As the Dow hits record highs the IPO market shows no sign of slowing, and increasing numbers of international tech companies are flowing to US markets. South Korea-headquartered online marketplace Coupang is the latest to take that option and is floating on the New York Stock Exchange in a $4.55bn offering, the year’s biggest so far. SoftBank Vision Fund owned more than 39% of its class A shares pre-IPO, having committed a total of $3bn in funding.
AstraZeneca formed the $1bn Healthcare Industrial Fund in partnership with China International Capital Corporation in late 2019, and now the pharmaceutical firm is teaming up with the investment bank’s CICC Capital unit to establish a $338m vehicle called Wuxi AstraZeneca CICC Investment. AstraZeneca already runs a life science incubator in the Chinese city of Wuxi, and the fund will invest in areas such as innovative therapeutics, medical devices, diagnostics technology and AI healthcare technology.
Crossover
IonQ, a US-based quantum computing technology developer exploiting University of Maryland and Duke University research, has agreed to list through a reverse takeover. The company is merging with a SPAC called dMY Technology Group, which had floated on the New York Stock Exchange in a $275m IPO in November 2020. The combined business will have a pro forma implied valuation of $2bn and the transaction will be supported by $350m in PIPE financing from investors including Hyundai Motor Company, its Kia subsidiary and GV, among others. IonQ has created a 32-qubit quantum computer it claims is the world’s most powerful quantum system. It had disclosed a total of $77m in funding as of a $55m round co-led by consumer electronics producer Samsung’s Catalyst Fund in late 2019, when Osage University Partners also invested (do check out our sister podcast Talking Tech Transfer, which you can find on GlobalUniversityVenturing.com, for an interview with Osage’s Kirsten Leute about more on their investment strategy).
Deals
China-based e-commerce group JD.com has spun off several subsidiaries in recent years covering areas such as finance, healthcare and logistics. Now its infrastructure investment arm, JD Property, has agreed to raise $700m in a series A round co-led by Warburg Pincus and Hillhouse Capital, according to its 2020 end-of-year results. The other investors were not disclosed but it has partnered sovereign wealth funds GIC and Mubadala on infrastructure funds.

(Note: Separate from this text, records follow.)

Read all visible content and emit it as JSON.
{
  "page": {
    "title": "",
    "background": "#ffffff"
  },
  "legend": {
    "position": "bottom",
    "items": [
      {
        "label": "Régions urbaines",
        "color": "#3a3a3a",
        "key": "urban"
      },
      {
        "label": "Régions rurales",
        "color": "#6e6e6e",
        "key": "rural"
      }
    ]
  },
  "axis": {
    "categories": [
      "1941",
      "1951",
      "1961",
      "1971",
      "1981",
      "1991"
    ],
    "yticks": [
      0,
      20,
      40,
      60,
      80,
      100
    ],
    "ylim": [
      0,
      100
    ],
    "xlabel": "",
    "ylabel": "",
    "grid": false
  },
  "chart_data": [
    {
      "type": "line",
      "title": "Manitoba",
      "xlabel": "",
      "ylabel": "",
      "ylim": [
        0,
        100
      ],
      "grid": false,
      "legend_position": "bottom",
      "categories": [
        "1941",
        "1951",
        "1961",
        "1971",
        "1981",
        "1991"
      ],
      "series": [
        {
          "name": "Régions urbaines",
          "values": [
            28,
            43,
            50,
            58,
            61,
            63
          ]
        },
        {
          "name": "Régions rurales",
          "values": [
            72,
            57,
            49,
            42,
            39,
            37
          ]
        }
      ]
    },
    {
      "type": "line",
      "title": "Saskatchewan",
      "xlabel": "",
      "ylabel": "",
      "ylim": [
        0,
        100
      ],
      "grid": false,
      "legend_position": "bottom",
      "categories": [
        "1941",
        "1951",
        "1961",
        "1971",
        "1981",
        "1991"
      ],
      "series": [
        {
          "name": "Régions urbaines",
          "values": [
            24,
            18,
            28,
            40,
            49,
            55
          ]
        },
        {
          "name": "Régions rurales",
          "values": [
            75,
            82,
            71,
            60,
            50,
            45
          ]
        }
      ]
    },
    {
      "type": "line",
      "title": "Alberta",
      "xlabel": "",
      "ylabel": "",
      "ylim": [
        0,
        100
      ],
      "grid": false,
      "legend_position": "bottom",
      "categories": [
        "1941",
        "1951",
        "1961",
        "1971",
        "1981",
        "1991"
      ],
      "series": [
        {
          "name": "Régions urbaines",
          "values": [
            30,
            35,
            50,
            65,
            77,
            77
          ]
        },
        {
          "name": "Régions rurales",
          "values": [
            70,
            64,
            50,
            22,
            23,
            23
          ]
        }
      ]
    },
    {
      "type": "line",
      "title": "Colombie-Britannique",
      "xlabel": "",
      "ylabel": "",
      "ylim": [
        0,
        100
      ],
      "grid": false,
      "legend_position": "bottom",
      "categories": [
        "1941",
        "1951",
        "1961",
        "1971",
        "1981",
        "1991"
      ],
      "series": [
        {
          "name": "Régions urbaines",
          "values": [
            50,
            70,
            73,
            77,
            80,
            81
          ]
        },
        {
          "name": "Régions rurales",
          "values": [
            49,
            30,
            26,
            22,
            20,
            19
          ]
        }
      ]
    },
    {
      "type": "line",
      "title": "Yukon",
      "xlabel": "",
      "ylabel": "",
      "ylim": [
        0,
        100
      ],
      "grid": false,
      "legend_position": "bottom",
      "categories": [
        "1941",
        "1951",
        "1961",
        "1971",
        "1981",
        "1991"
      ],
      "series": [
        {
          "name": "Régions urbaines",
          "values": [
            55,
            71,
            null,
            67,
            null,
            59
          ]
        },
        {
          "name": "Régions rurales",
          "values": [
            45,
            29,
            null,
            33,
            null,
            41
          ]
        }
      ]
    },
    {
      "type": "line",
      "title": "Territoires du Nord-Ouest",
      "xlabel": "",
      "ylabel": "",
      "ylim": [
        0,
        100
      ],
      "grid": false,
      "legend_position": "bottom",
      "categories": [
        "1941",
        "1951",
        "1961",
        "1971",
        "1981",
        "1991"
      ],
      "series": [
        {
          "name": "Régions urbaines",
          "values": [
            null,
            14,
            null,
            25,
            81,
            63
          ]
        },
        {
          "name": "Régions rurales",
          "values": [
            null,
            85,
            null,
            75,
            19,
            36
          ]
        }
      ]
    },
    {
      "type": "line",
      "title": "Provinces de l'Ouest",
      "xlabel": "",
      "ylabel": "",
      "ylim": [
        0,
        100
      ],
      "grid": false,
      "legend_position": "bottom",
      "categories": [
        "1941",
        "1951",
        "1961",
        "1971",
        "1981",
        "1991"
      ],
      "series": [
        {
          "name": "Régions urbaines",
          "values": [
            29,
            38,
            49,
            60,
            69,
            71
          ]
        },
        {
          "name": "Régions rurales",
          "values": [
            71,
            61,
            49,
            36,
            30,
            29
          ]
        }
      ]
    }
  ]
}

Starling Bank is the latest digital bank to pull in a nine-figure amount of funding, taking $377m in a series D round valuing it above $1.5bn pre-money. Starling, which counts JTC Group among its investors, is one of several well-funded neobanks to spring up in the UK in recent years, including Revolut and Monzo, though the sector is still a long way away from proving profitable, and despite the current fintech boom, it’s going to be interesting to see if they can maintain their growth.
Crypto asset manager BlockFi has completed a $350m series D round valuing it at $3bn, with Hudson River Trading and Susquehanna Government Products among the participants. Its existing investors include Akuna Capital, SoFi and corporate venturing vehicles Consensys Ventures, CMT Digital, Recruit Strategic Partners and SCB 10X.

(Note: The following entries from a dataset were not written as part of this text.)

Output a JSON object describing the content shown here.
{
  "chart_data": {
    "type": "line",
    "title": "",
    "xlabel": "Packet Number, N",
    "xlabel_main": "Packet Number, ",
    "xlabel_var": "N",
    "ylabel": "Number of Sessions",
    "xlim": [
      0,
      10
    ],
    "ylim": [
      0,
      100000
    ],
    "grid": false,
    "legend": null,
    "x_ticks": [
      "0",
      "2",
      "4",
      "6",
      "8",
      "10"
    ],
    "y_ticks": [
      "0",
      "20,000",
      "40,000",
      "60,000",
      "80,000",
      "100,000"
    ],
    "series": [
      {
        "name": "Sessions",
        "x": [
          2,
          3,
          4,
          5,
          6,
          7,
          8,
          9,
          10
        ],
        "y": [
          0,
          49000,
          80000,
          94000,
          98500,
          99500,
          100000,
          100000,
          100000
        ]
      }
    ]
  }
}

Valo Health is less than two years old but has just closed an upsized series B round at $300m following a $110m investment by Koch Disruptive Technologies. Valo is one of a new wave of startups allocating machine learning to the drug development process, a wave increasingly looking like it could become the dominant force in the early-stage pharmaceutical sector. It is initially targeting cancer and neurodegenerative and cardiovascular diseases.

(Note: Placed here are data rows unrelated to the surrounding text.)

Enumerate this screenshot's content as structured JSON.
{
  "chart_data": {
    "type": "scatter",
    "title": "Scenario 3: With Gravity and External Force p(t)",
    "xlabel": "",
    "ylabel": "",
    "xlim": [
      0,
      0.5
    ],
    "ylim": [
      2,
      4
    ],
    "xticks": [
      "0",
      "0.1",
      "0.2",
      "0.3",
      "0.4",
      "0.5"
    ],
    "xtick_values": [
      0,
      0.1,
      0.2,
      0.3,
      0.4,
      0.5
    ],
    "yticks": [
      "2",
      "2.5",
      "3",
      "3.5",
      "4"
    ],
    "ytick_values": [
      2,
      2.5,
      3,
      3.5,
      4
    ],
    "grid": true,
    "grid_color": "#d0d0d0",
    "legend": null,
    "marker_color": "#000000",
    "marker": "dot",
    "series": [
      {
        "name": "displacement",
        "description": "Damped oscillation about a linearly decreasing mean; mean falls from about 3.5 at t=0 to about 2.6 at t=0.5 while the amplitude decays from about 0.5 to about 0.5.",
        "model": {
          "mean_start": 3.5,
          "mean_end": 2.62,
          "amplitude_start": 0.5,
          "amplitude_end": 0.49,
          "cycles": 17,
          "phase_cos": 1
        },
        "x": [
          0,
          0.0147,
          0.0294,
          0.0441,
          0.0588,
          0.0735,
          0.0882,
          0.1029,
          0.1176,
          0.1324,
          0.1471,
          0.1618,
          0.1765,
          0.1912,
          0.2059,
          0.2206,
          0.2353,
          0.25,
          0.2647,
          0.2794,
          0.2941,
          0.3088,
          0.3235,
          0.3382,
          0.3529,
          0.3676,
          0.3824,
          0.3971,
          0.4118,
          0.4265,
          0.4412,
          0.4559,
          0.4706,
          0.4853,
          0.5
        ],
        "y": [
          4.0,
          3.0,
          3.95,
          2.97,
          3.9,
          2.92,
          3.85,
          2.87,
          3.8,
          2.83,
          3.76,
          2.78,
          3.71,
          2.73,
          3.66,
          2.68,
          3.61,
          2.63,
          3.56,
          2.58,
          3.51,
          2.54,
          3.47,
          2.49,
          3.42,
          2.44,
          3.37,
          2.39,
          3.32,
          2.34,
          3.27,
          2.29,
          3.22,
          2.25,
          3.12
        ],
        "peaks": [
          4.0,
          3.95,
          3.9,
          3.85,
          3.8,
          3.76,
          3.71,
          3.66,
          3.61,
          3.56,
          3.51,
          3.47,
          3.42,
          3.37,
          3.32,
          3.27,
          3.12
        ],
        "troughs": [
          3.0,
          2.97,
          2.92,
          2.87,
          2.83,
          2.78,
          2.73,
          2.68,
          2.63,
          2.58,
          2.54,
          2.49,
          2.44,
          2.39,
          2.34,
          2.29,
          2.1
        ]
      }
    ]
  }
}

Snyk has secured $300m in a series E round consisting of primary and secondary investments, with GV, Atlassian Ventures and Salesforce Ventures all contributing. The app cybersecurity technology provider said it has now raised $470m in primary funding altogether, and the round valued it at $4.7bn post-money. That’s a 47-times increase from the valuation at which GV first invested.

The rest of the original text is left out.